You might want to look into the way Unison does things: [1], they've got a lot of similar ideas and IIRC the way their hash system works avoids that ambiguity.

[1]: https://www.unison-lang.org/learn/the-big-idea/


Wow, that's a great guide!

I didn't read it in-depth yet, but I think I had a previous implementation that worked very similarly to theirs.

The problem with variable names is that they actually matter for some of the collaborative editor features I hope to implement in the future. There are certain assumptions I can't make quite yet, and so am keeping my options open :)


Have you thought about using type aliases or higher order types of some sort for that instead of relying on the variable name?

I could define that a familyname and a givenname are strings, and then a function argument of type familyname would be differentiated from a function argument of type givenname, but still the argument names themselves could be dropped from the hash.


Thinking a bit more:

A-If a program is a thing that produces a result for a given input, these programs are the same.

B-You can’t generally know if two programs are the same without solving halting problems, reducing polynomial algos to linear time or having infinite time and space computing resources, etc.

C-The best you can do is ask if two compilers produce the same output, or a linting/refactoring/canonicalization/formatting operation results in same source.

D-If a program is a thing that interactive debuggers use to create explorations next to source code while computing, these programs are different.

I agree with your approach of starting with these programs as being different, and allowing custom scraps to become a higher layer hash resolver. The reason is that compilers change over time, and it is only under the lens of a compiler(or linter, etc) that comparisons can be made. To bake a holy compiler in today would be arbitrary and quickly outdated.


Due to the halting problem, it's not possible to tell in general if two programs are equivalent.


As far as I know, nobody ever proved that some programs for which halting cannot be determined are smaller in size than the number of atoms in the universe. Or in other words, that the theorem applies to practical programs. It's purely theoretical.

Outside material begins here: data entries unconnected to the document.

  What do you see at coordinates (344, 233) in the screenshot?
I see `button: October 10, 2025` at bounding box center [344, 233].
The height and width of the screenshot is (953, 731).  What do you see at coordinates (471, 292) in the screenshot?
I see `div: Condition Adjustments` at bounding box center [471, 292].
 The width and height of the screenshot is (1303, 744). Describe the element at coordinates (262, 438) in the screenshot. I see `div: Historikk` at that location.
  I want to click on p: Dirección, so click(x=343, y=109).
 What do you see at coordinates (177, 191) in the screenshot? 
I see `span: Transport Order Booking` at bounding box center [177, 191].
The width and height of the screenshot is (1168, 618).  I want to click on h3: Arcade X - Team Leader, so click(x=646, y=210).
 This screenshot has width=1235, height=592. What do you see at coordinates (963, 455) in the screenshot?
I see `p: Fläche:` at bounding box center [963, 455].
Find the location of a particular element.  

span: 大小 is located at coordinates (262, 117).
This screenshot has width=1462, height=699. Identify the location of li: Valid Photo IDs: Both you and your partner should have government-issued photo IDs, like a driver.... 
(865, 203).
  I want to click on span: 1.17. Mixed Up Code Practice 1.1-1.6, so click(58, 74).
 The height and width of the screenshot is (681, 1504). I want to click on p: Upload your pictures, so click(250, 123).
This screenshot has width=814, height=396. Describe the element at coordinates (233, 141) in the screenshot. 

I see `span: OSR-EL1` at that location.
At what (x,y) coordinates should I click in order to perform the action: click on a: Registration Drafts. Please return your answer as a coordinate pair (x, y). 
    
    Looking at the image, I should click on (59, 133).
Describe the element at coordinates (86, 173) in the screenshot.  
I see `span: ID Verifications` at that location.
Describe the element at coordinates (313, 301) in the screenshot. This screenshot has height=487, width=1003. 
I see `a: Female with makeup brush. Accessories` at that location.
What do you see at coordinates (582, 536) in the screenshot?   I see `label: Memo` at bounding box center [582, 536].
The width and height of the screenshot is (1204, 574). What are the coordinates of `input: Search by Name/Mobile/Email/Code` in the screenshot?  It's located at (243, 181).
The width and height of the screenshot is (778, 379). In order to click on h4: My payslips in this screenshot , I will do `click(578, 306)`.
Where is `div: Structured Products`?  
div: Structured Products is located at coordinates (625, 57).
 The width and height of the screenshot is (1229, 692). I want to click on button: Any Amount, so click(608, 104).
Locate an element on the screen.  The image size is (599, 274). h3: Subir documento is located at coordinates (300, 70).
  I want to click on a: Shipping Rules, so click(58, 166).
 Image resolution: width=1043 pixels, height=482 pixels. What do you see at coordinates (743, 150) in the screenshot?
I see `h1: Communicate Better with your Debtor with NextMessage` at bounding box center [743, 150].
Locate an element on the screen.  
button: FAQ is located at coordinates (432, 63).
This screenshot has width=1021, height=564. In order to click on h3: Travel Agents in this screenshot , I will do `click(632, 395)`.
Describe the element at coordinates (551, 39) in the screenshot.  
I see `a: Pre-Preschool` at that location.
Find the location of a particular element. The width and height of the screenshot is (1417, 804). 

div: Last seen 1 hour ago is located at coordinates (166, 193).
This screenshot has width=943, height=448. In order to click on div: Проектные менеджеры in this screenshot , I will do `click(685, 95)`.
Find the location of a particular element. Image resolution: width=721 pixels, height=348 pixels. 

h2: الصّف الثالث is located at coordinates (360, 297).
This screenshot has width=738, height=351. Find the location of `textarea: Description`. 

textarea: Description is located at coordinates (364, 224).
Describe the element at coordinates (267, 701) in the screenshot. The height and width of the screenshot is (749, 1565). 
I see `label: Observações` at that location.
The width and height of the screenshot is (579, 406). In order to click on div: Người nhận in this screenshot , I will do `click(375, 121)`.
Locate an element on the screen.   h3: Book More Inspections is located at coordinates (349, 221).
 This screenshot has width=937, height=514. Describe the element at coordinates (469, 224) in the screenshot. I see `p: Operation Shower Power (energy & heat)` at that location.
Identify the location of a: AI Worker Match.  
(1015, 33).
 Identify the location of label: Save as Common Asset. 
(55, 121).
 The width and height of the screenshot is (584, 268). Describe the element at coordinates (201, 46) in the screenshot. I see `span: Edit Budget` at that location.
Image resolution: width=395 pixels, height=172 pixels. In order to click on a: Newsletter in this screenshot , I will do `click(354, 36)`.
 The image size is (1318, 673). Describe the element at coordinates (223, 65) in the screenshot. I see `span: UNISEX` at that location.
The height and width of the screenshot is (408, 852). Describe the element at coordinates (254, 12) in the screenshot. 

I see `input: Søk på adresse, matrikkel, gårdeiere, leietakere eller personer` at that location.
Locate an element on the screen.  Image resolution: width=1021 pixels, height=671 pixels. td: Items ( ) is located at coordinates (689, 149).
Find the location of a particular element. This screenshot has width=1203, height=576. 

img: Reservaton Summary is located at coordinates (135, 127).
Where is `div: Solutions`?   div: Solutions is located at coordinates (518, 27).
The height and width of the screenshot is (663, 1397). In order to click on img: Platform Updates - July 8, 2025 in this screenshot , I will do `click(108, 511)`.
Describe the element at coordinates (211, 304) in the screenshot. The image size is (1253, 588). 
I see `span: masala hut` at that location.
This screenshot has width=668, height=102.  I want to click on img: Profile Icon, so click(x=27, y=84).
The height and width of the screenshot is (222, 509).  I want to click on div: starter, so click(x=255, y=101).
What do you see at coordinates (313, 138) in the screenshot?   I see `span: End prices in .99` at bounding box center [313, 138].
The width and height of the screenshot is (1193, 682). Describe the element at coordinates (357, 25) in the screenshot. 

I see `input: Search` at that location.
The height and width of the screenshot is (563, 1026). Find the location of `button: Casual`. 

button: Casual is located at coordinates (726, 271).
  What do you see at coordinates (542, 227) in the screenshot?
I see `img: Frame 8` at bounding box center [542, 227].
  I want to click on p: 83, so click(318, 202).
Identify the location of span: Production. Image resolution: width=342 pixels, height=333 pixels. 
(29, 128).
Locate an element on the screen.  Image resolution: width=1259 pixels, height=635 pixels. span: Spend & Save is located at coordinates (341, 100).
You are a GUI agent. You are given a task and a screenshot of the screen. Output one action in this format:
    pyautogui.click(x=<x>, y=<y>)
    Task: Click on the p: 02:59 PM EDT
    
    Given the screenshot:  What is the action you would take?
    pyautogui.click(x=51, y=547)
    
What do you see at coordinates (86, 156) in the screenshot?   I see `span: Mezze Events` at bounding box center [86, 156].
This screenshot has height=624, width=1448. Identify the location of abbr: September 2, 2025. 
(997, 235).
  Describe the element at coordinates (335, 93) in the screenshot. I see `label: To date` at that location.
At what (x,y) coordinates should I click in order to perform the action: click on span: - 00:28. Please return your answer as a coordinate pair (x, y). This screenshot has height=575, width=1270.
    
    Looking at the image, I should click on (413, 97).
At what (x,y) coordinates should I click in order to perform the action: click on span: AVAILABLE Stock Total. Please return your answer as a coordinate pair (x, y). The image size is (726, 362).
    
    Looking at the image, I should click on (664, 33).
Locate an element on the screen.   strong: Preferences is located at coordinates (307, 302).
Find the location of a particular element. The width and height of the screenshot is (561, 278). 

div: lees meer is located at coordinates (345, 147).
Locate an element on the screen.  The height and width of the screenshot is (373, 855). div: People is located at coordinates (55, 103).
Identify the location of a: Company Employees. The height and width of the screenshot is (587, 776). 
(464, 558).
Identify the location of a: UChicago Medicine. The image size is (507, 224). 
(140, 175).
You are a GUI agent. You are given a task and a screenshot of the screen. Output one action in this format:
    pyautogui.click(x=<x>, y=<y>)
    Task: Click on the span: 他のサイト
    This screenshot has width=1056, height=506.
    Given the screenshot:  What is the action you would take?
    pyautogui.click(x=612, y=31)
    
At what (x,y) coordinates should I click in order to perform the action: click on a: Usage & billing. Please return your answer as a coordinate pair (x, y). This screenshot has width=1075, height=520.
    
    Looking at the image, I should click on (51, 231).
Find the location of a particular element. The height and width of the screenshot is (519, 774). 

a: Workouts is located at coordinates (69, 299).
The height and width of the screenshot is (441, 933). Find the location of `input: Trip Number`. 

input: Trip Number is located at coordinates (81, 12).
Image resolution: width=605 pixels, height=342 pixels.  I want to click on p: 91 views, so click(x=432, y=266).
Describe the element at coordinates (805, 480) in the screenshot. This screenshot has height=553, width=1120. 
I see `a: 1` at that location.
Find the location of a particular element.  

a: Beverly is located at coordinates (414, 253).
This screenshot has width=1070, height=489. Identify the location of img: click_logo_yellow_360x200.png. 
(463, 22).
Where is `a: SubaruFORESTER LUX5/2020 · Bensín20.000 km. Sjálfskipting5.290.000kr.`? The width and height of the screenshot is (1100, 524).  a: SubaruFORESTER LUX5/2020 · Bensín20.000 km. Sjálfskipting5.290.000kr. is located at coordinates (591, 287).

Here is a Python program which is definitely smaller than the number of atoms in the universe. Can you tell me whether it halts?

  n = 1
  while sum(d for d in range(1,n) if n % d == 0) != n:
      n += 2


Oh this is a good one. It halts if there’s an odd perfect number, right?


Yup.


If I can't then that's no proof that the halting theorem is true for practical programs.


If it's so hard even for such a simple program to determine whether it halts, why do you expect it to not be a problem for much more complex programs?


It absolutely is a problem. But don't say that there is no solution to it unless you have a proof.

I'd be impressed if you gave me a program for which it provably cannot be proved that (edit: if) it halts. Or a bound on its size.


> I'd be impressed if you gave me a program for which it provably cannot be proved that it halts. Or a bound on its size.

For every program that halts, it's obviously possible to prove that it halts. The point is that there is no algorithm for deciding if an arbitrary given program halts.


> there is no algorithm for deciding if an arbitrary given program halts.

But can you prove that statement if I change it into:

there is no algorithm for deciding if an arbitrary given program with size less than N halts; for some suitable definition of size.


Since we're considering practicality, let's change the statement to: “There is no algorithm for deciding if an arbitrary given program with size less than 1000 bytes halts which can be implemented without solving several famous open mathematical problems”. I think my program pretty clearly shows that this is true.


[never mind, misread the conditiom]


Why? This gives sum([]) != 1, which is true. Have you actually tried running the program?